"I'll go round to the school to-morrow," said Maud, "and ask permission to look over the old minutes of our Sappho Literary Club. By looking up our program, I'll happen on some subject of general interest that we're all up on. As soon as you're home from your teaching, Selina, come over and we'll decide."

"Don't count me in on this conversazione," said Amanthus, "I'll come but I won't talk."

True, as she had said once before, lovely creature that she was, sunny-haired, violet of eyes, coral-lipped, she had no need for conversation, no, nor yet wit, nor repartee, in her business of life.

It almost would seem that Auntie agreed with Amanthus. "Selina's quite pretty enough, Lavinia, to do without this foolishness," she insisted. "It isn't on account of any brains she's got, or any she'll come to have, for example, that Culpepper comes round here. Selina's pretty and sweet and she looks up to him. So far as he and any other men she's likely to meet go, what on earth more do they want in her? I'm an old maid but I know."


CHAPTER TEN

It was the evening of the conversazione. Selina, dear child, as Auntie called her, pretty and flushed and frankly excited, wore the discredited graduation dress, furbished up once more by Mamma, and yet once more pressed by Aunt Viney.

"Never, never again do we let her wear garments not her own," said Mamma as Selina went down to welcome those first arrivals, the friends of her youth.

"Thanks be, Lavinia, for that," said Auntie. "Maybe you'll come around to my view of the mental furbelows next."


### HOW TO COMPLETE THIS TASK
Write each of the records out again exactly.

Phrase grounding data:
------

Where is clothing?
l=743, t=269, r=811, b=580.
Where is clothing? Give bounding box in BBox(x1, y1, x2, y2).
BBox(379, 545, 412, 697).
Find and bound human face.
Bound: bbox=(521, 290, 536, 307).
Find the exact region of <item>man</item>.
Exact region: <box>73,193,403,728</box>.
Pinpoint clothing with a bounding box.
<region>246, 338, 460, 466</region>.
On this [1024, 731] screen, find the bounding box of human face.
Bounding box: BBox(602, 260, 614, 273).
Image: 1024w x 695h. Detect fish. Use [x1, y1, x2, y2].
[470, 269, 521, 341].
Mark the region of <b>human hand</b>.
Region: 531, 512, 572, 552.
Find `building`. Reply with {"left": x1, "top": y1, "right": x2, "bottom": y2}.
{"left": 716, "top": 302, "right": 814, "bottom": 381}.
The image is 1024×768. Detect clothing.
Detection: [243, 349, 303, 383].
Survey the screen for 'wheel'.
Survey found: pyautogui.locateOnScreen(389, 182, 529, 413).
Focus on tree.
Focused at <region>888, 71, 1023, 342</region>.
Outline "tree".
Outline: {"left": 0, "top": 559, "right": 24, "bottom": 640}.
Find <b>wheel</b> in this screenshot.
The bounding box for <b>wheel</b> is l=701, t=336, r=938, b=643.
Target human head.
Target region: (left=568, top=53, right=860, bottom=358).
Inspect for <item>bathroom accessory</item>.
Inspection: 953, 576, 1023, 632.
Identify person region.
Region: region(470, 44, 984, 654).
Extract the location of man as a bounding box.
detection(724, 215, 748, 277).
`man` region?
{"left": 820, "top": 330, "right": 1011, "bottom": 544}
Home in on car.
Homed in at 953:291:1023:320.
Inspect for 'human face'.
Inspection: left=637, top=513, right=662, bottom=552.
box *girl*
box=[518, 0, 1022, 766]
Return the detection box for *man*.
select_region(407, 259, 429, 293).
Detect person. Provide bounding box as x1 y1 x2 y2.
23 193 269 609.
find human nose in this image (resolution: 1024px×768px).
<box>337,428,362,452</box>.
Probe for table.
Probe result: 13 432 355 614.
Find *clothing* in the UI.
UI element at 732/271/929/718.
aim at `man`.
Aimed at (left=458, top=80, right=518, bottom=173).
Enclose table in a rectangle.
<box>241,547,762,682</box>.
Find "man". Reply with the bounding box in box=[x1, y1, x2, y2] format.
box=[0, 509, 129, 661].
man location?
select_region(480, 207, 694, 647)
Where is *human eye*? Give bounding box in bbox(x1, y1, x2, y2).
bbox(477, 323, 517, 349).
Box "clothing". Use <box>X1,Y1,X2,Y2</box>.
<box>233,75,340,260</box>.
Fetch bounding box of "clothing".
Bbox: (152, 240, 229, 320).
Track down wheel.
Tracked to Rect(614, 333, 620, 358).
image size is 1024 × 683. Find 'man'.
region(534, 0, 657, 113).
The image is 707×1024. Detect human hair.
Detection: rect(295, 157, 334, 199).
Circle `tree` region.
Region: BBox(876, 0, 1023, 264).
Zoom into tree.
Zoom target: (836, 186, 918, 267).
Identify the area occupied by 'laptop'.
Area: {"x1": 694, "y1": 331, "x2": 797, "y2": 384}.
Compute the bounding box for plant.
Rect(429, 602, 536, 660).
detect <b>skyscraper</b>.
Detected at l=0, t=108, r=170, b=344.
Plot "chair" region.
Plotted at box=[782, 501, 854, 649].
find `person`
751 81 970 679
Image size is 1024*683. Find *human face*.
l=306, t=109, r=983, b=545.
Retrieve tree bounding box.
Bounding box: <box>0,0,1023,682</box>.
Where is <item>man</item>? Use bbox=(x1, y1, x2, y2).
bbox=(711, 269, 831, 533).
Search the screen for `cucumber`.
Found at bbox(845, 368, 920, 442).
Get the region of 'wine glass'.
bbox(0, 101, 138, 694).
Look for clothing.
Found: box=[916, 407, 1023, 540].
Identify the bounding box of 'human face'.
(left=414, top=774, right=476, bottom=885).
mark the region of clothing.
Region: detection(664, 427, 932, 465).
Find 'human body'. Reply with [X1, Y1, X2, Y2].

------

### ANSWER SPACE
Where is clothing?
l=743, t=269, r=811, b=580.
Where is clothing? Give bounding box in BBox(x1, y1, x2, y2).
BBox(379, 545, 412, 697).
Find and bound human face.
Bound: bbox=(521, 290, 536, 307).
Find the exact region of <item>man</item>.
Exact region: <box>73,193,403,728</box>.
Pinpoint clothing with a bounding box.
<region>246, 338, 460, 466</region>.
On this [1024, 731] screen, find the bounding box of human face.
Bounding box: BBox(602, 260, 614, 273).
Image: 1024w x 695h. Detect fish. Use [x1, y1, x2, y2].
[470, 269, 521, 341].
Mark the region of <b>human hand</b>.
Region: 531, 512, 572, 552.
Find `building`. Reply with {"left": x1, "top": y1, "right": x2, "bottom": y2}.
{"left": 716, "top": 302, "right": 814, "bottom": 381}.
The image is 1024×768. Detect clothing.
Detection: [243, 349, 303, 383].
Survey the screen for 'wheel'.
Survey found: pyautogui.locateOnScreen(389, 182, 529, 413).
Focus on tree.
Focused at <region>888, 71, 1023, 342</region>.
Outline "tree".
Outline: {"left": 0, "top": 559, "right": 24, "bottom": 640}.
Find <b>wheel</b> in this screenshot.
The bounding box for <b>wheel</b> is l=701, t=336, r=938, b=643.
Target human head.
Target region: (left=568, top=53, right=860, bottom=358).
Inspect for <item>bathroom accessory</item>.
Inspection: 953, 576, 1023, 632.
Identify person region.
Region: region(470, 44, 984, 654).
Extract the location of man as a bounding box.
detection(724, 215, 748, 277).
`man` region?
{"left": 820, "top": 330, "right": 1011, "bottom": 544}
Home in on car.
Homed in at 953:291:1023:320.
Inspect for 'human face'.
Inspection: left=637, top=513, right=662, bottom=552.
box *girl*
box=[518, 0, 1022, 766]
Return the detection box for *man*.
select_region(407, 259, 429, 293).
Detect person. Provide bounding box as x1 y1 x2 y2.
23 193 269 609.
find human nose in this image (resolution: 1024px×768px).
<box>337,428,362,452</box>.
Probe for table.
Probe result: 13 432 355 614.
Find *clothing* in the UI.
UI element at 732/271/929/718.
aim at `man`.
Aimed at (left=458, top=80, right=518, bottom=173).
Enclose table in a rectangle.
<box>241,547,762,682</box>.
Find "man". Reply with the bounding box in box=[x1, y1, x2, y2] format.
box=[0, 509, 129, 661].
man location?
select_region(480, 207, 694, 647)
Where is *human eye*? Give bounding box in bbox(x1, y1, x2, y2).
bbox(477, 323, 517, 349).
Box "clothing". Use <box>X1,Y1,X2,Y2</box>.
<box>233,75,340,260</box>.
Fetch bounding box of "clothing".
Bbox: (152, 240, 229, 320).
Track down wheel.
Tracked to Rect(614, 333, 620, 358).
image size is 1024 × 683. Find 'man'.
region(534, 0, 657, 113).
The image is 707×1024. Detect human hair.
Detection: rect(295, 157, 334, 199).
Circle `tree` region.
Region: BBox(876, 0, 1023, 264).
Zoom into tree.
Zoom target: (836, 186, 918, 267).
Identify the area occupied by 'laptop'.
Area: {"x1": 694, "y1": 331, "x2": 797, "y2": 384}.
Compute the bounding box for plant.
Rect(429, 602, 536, 660).
detect <b>skyscraper</b>.
Detected at l=0, t=108, r=170, b=344.
Plot "chair" region.
Plotted at box=[782, 501, 854, 649].
find `person`
751 81 970 679
Image size is 1024*683. Find *human face*.
l=306, t=109, r=983, b=545.
Retrieve tree bounding box.
Bounding box: <box>0,0,1023,682</box>.
Where is <item>man</item>? Use bbox=(x1, y1, x2, y2).
bbox=(711, 269, 831, 533).
Search the screen for `cucumber`.
Found at bbox(845, 368, 920, 442).
Get the region of 'wine glass'.
bbox(0, 101, 138, 694).
Look for clothing.
Found: box=[916, 407, 1023, 540].
Identify the bounding box of 'human face'.
(left=414, top=774, right=476, bottom=885).
mark the region of clothing.
Region: detection(664, 427, 932, 465).
Find 'human body'. Reply with [X1, Y1, X2, Y2].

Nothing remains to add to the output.